Beckett wrote Watt in Vichy France during World War II from 1940 to 1945; it was the last novel he wrote in English. In the 1920s, Beckett had assisted James Joyce with research for Finnegans Wake, and Joyce’s style had a profound impact on his early work. After the war, Beckett had an epiphany while visiting his mother in Ireland, which precipitated his move to the sparser style of his later works. Beckett began work on the book in Paris, but he and his companion Suzanne Deschevaux-Dumesnil had to flee the city when the location of their resistance cell was compromised. Beckett wrote the second half of the novel while living in Roussillon in southern France. The novel was not published until 1953, after the publication of his trilogy of novels (Molloy, Malone Dies, and The Unnamable) and Waiting for Godot, all of which were written in French.

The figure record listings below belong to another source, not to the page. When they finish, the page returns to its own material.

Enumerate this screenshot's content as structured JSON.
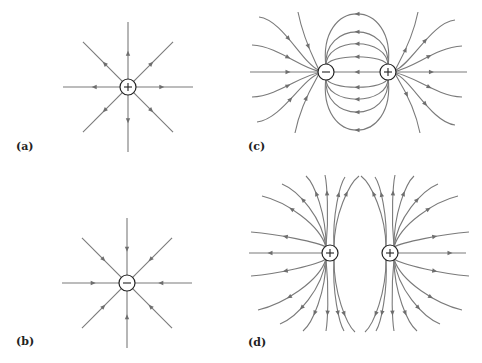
{
  "figure": {
    "line_color": "#7a7a7a",
    "charge_outline_color": "#222222",
    "panels": [
      {
        "id": "a",
        "label": "(a)",
        "label_pos": [
          16,
          140
        ],
        "type": "single",
        "charges": [
          {
            "sign": "+",
            "x": 128,
            "y": 87
          }
        ],
        "field_direction": "outward",
        "line_count": 8,
        "line_length": 65
      },
      {
        "id": "b",
        "label": "(b)",
        "label_pos": [
          16,
          335
        ],
        "type": "single",
        "charges": [
          {
            "sign": "-",
            "x": 127,
            "y": 283
          }
        ],
        "field_direction": "inward",
        "line_count": 8,
        "line_length": 65
      },
      {
        "id": "c",
        "label": "(c)",
        "label_pos": [
          248,
          140
        ],
        "type": "dipole",
        "charges": [
          {
            "sign": "-",
            "x": 326,
            "y": 72
          },
          {
            "sign": "+",
            "x": 388,
            "y": 72
          }
        ],
        "field_direction": "from + to -"
      },
      {
        "id": "d",
        "label": "(d)",
        "label_pos": [
          248,
          336
        ],
        "type": "like-charges",
        "charges": [
          {
            "sign": "+",
            "x": 330,
            "y": 253
          },
          {
            "sign": "+",
            "x": 390,
            "y": 253
          }
        ],
        "field_direction": "outward"
      }
    ]
  }
}
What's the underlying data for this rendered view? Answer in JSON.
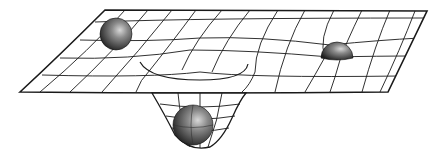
{
  "diagram": {
    "elements": [
      {
        "id": "grid-sheet",
        "label": "flexible grid sheet (spacetime fabric)"
      },
      {
        "id": "sphere-left",
        "label": "small mass on sheet (left)"
      },
      {
        "id": "sphere-right",
        "label": "small mass on sheet (right)"
      },
      {
        "id": "sphere-center",
        "label": "heavy mass in deep well"
      }
    ],
    "colors": {
      "line": "#1a1a1a",
      "sphere_dark": "#2a2a2a",
      "sphere_light": "#bdbdbd",
      "background": "#ffffff"
    }
  }
}
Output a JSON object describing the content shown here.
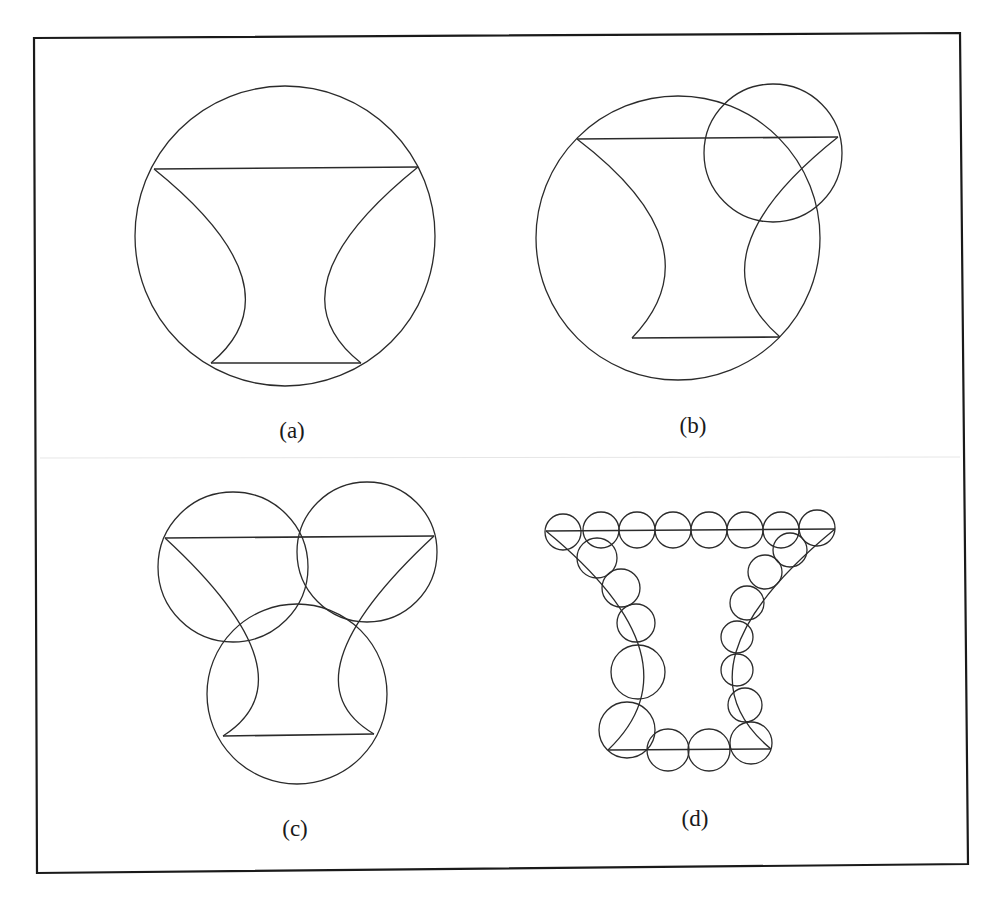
{
  "figure": {
    "frame": {
      "points": [
        [
          34,
          38
        ],
        [
          960,
          33
        ],
        [
          968,
          864
        ],
        [
          37,
          873
        ]
      ],
      "stroke": "#1a1a1a",
      "stroke_width": 2.2
    },
    "bleed_line": {
      "x1": 40,
      "y1": 458,
      "x2": 960,
      "y2": 457,
      "stroke": "#e6e6e6"
    },
    "ink_color": "#2b2b2b",
    "label_font_size": 23,
    "panels": [
      {
        "id": "a",
        "label": "(a)",
        "label_pos": [
          292,
          438
        ],
        "shape": {
          "top_line": [
            [
              154,
              169
            ],
            [
              418,
              167
            ]
          ],
          "bottom_line": [
            [
              211,
              363
            ],
            [
              361,
              363
            ]
          ],
          "left_arc": [
            [
              154,
              169
            ],
            [
              242,
              277
            ],
            [
              211,
              363
            ]
          ],
          "right_arc": [
            [
              418,
              167
            ],
            [
              328,
              277
            ],
            [
              361,
              363
            ]
          ]
        },
        "circles": [
          {
            "cx": 285,
            "cy": 236,
            "r": 150
          }
        ]
      },
      {
        "id": "b",
        "label": "(b)",
        "label_pos": [
          693,
          433
        ],
        "shape": {
          "top_line": [
            [
              577,
              139
            ],
            [
              838,
              137
            ]
          ],
          "bottom_line": [
            [
              632,
              338
            ],
            [
              780,
              337
            ]
          ],
          "left_arc": [
            [
              577,
              139
            ],
            [
              662,
              243
            ],
            [
              632,
              338
            ]
          ],
          "right_arc": [
            [
              838,
              137
            ],
            [
              748,
              247
            ],
            [
              780,
              337
            ]
          ]
        },
        "circles": [
          {
            "cx": 678,
            "cy": 238,
            "r": 142
          },
          {
            "cx": 773,
            "cy": 153,
            "r": 69
          }
        ]
      },
      {
        "id": "c",
        "label": "(c)",
        "label_pos": [
          295,
          836
        ],
        "shape": {
          "top_line": [
            [
              165,
              538
            ],
            [
              434,
              536
            ]
          ],
          "bottom_line": [
            [
              223,
              736
            ],
            [
              374,
              734
            ]
          ],
          "left_arc": [
            [
              165,
              538
            ],
            [
              255,
              657
            ],
            [
              223,
              736
            ]
          ],
          "right_arc": [
            [
              434,
              536
            ],
            [
              342,
              657
            ],
            [
              374,
              734
            ]
          ]
        },
        "circles": [
          {
            "cx": 233,
            "cy": 567,
            "r": 75
          },
          {
            "cx": 367,
            "cy": 552,
            "r": 70
          },
          {
            "cx": 297,
            "cy": 694,
            "r": 90
          }
        ]
      },
      {
        "id": "d",
        "label": "(d)",
        "label_pos": [
          695,
          826
        ],
        "shape": {
          "top_line": [
            [
              546,
              531
            ],
            [
              835,
              529
            ]
          ],
          "bottom_line": [
            [
              608,
              750
            ],
            [
              771,
              749
            ]
          ],
          "left_arc": [
            [
              546,
              531
            ],
            [
              640,
              650
            ],
            [
              608,
              750
            ]
          ],
          "right_arc": [
            [
              835,
              529
            ],
            [
              736,
              652
            ],
            [
              771,
              749
            ]
          ]
        },
        "circles": [
          {
            "cx": 563,
            "cy": 532,
            "r": 18
          },
          {
            "cx": 601,
            "cy": 530,
            "r": 18
          },
          {
            "cx": 637,
            "cy": 530,
            "r": 18
          },
          {
            "cx": 673,
            "cy": 530,
            "r": 18
          },
          {
            "cx": 709,
            "cy": 530,
            "r": 18
          },
          {
            "cx": 745,
            "cy": 530,
            "r": 18
          },
          {
            "cx": 781,
            "cy": 530,
            "r": 18
          },
          {
            "cx": 817,
            "cy": 528,
            "r": 18
          },
          {
            "cx": 597,
            "cy": 558,
            "r": 20
          },
          {
            "cx": 621,
            "cy": 588,
            "r": 19
          },
          {
            "cx": 636,
            "cy": 623,
            "r": 19
          },
          {
            "cx": 638,
            "cy": 672,
            "r": 27
          },
          {
            "cx": 627,
            "cy": 730,
            "r": 28
          },
          {
            "cx": 668,
            "cy": 750,
            "r": 21
          },
          {
            "cx": 709,
            "cy": 750,
            "r": 21
          },
          {
            "cx": 751,
            "cy": 743,
            "r": 21
          },
          {
            "cx": 790,
            "cy": 550,
            "r": 17
          },
          {
            "cx": 765,
            "cy": 572,
            "r": 17
          },
          {
            "cx": 747,
            "cy": 603,
            "r": 17
          },
          {
            "cx": 737,
            "cy": 637,
            "r": 16
          },
          {
            "cx": 737,
            "cy": 670,
            "r": 16
          },
          {
            "cx": 745,
            "cy": 705,
            "r": 17
          }
        ]
      }
    ]
  }
}
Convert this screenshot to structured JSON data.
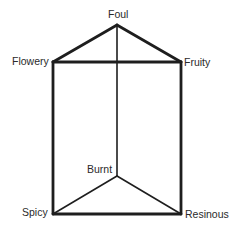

Beckett is noted as having said that Watt was written in “drips and drabs,” as a way to “stay sane” during the war, and the manuscript reveals why the published text may seem uneven. The manuscript is “illuminated” with a range of doodles, sketches, and marginal notes, and has been likened to the illuminated Book of Kells, the Irish national treasure located at the Trinity College library in Dublin, where Beckett received his B.A. Like the Book of Kells, Watt was created in isolation, is looked upon with reverence, and is abundantly illustrated (at least in the notebooks). Viewing the 945-page manuscript—with its layers of revision, doodles, and drawings marked with different pens and colored crayons—makes the complexity of its writing process apparent. The very structure of Watt is unusual: doors open after they have been discovered to be locked; the narration changes from omniscient to the point of view of an ordinary person, and then back again; a musical score and mathematical allusions are incorporated in the text; and an Addenda section contains items intended for—but not brought into—the main work. The original manuscript offers scholars the opportunity to decipher changes to the text, to interpret when they were made, and to try to see the original intent of the author.
The Ransom Center holds a broad range of Beckett’s manuscripts and correspondence. The Samuel Beckett collection includes manuscripts for more than 35 works, 400 letters, a collection of first editions, critical and biographical works, ephemera, and programs from performances. The library of collector T. E. Hanley comprises the majority of this collection, and the Carlton Lake collection provides a small but noteworthy sample of letters, manuscripts, and photographs. The holographs held by the Ransom Center—six of which were gifts from Beckett himself—include Murphy, Watt, Molloy, Malone Dies, The Unnameable,Waiting for Godot, Krapp’s Last Tape, Play, Mercier and Camier, and How It Is.
Ransom Center volunteer Sara Childress wrote this post.